Picture this: you deploy a new microservice, but half your environment spins up with the wrong credentials and missing policies. Someone starts tracing YAMLs like detective work from a noir film. You wanted one deploy, not an investigation. This is exactly where App of Apps Crossplane earns its keep.
Crossplane takes your infrastructure definitions and turns them into reproducible APIs. The “App of Apps” idea is simple but powerful: managing clusters, databases, and permissions as one coherent application—an application that controls other applications. Instead of juggling manifests and CI triggers, you define the relationship between those systems once, then let them self-provision through managed resources.
In a typical workflow, App of Apps Crossplane acts as your universal control plane. It pulls configuration logic from Git and connects it to cloud providers like AWS, GCP, or Azure through their controllers. Each “app” knows which credentials to use because the parent app handles all identity layers. Think of it as Kubernetes operators with parental responsibility.
Here’s how integration usually works:
- The App of Apps definition references Crossplane compositions, which describe single services or bundles, like RDS plus Redis plus IAM roles.
- Crossplane spins these up according to policy, not guesswork, using OIDC, AWS IAM, or whichever identity source you trust.
- Downstream apps inherit access controls through resource claims, meaning fewer manual secrets and almost no drift across environments.
If logs start showing mismatched provider configs, check your provider secret rotation first. Crossplane treats secrets as managed resources too, so running out-of-date keys is often a simple fix. Keep RBAC mapping consistent so users of the App of Apps layer can safely interact with any cloud resource API their job requires.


- [What to work on] What lines of the data below hold "content"? Show them.

Dataset records on visual material:
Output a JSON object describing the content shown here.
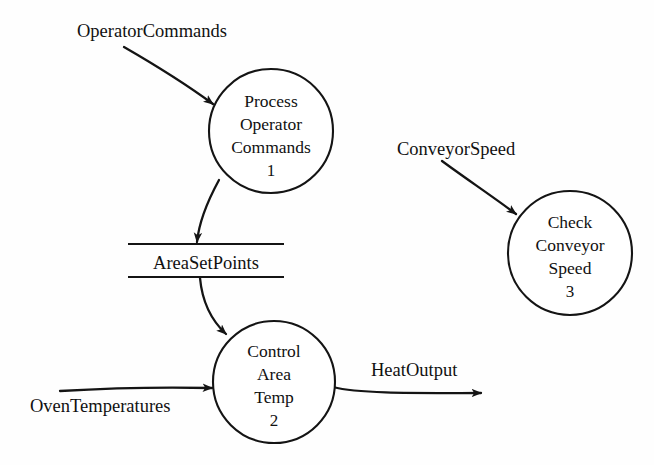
{
  "diagram": {
    "type": "data-flow-diagram",
    "title": "",
    "background_color": "#fefefe",
    "line_color": "#141414",
    "text_color": "#111111",
    "processes": [
      {
        "id": "process-1",
        "number": "1",
        "lines": [
          "Process",
          "Operator",
          "Commands"
        ],
        "cx": 271,
        "cy": 131,
        "r": 62
      },
      {
        "id": "process-2",
        "number": "2",
        "lines": [
          "Control",
          "Area",
          "Temp"
        ],
        "cx": 274,
        "cy": 382,
        "r": 61
      },
      {
        "id": "process-3",
        "number": "3",
        "lines": [
          "Check",
          "Conveyor",
          "Speed"
        ],
        "cx": 570,
        "cy": 253,
        "r": 62
      }
    ],
    "data_stores": [
      {
        "id": "data-store-areasetpoints",
        "label": "AreaSetPoints",
        "x1": 128,
        "x2": 284,
        "y_top": 244,
        "y_bottom": 277,
        "label_x": 206,
        "label_y": 269
      }
    ],
    "flows": [
      {
        "id": "flow-operator-commands",
        "label": "OperatorCommands",
        "label_x": 77,
        "label_y": 37,
        "from": "external",
        "to": "process-1",
        "path": "M 124,47 C 150,62 183,82 213,104"
      },
      {
        "id": "flow-areasetpoints-out",
        "label": "",
        "from": "process-1",
        "to": "data-store-areasetpoints",
        "path": "M 219,180 C 207,202 199,222 197,242"
      },
      {
        "id": "flow-areasetpoints-in",
        "label": "",
        "from": "data-store-areasetpoints",
        "to": "process-2",
        "path": "M 200,278 C 202,300 211,320 226,334"
      },
      {
        "id": "flow-oven-temperatures",
        "label": "OvenTemperatures",
        "label_x": 30,
        "label_y": 412,
        "from": "external",
        "to": "process-2",
        "path": "M 60,391 C 110,388 170,387 212,388"
      },
      {
        "id": "flow-heat-output",
        "label": "HeatOutput",
        "label_x": 371,
        "label_y": 376,
        "from": "process-2",
        "to": "external",
        "path": "M 333,387 C 360,394 420,393 481,393"
      },
      {
        "id": "flow-conveyor-speed",
        "label": "ConveyorSpeed",
        "label_x": 397,
        "label_y": 155,
        "from": "external",
        "to": "process-3",
        "path": "M 442,161 C 465,178 492,196 516,214"
      }
    ]
  }
}
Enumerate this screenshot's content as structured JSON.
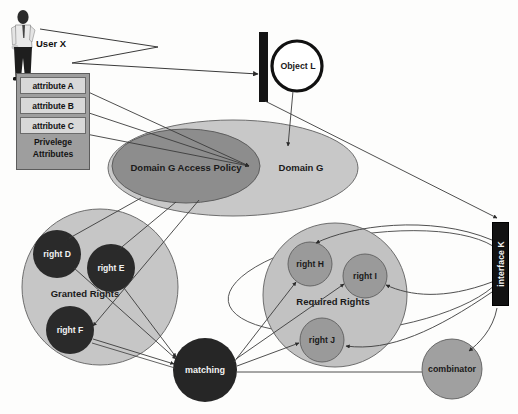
{
  "diagram": {
    "background_color": "#fdfdfc"
  },
  "actor": {
    "icon": "person-icon",
    "label": "User X"
  },
  "privilege_attributes": {
    "caption_line1": "Privelege",
    "caption_line2": "Attributes",
    "panel_color": "#9e9e9e",
    "items": [
      {
        "label": "attribute A"
      },
      {
        "label": "attribute B"
      },
      {
        "label": "attribute C"
      }
    ]
  },
  "object": {
    "label": "Object L",
    "bar_color": "#141414",
    "circle_stroke": "#111111"
  },
  "domain": {
    "outer_label": "Domain G",
    "outer_color": "#c8c8c8",
    "inner_label": "Domain G Access Policy",
    "inner_color": "#8d8d8d"
  },
  "granted_rights": {
    "group_label": "Granted Rights",
    "group_color": "#c6c6c6",
    "node_color": "#2a2a2a",
    "nodes": [
      {
        "label": "right D"
      },
      {
        "label": "right E"
      },
      {
        "label": "right F"
      }
    ]
  },
  "required_rights": {
    "group_label": "Required Rights",
    "group_color": "#c2c2c2",
    "node_color": "#9a9a9a",
    "nodes": [
      {
        "label": "right H"
      },
      {
        "label": "right I"
      },
      {
        "label": "right J"
      }
    ]
  },
  "matching": {
    "label": "matching",
    "color": "#262626"
  },
  "combinator": {
    "label": "combinator",
    "color": "#a0a0a0"
  },
  "interface": {
    "label": "interface K",
    "color": "#121212"
  }
}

- [Task answer]
Output a JSON object describing the content shown here.
Enumerate this screenshot's content as structured JSON.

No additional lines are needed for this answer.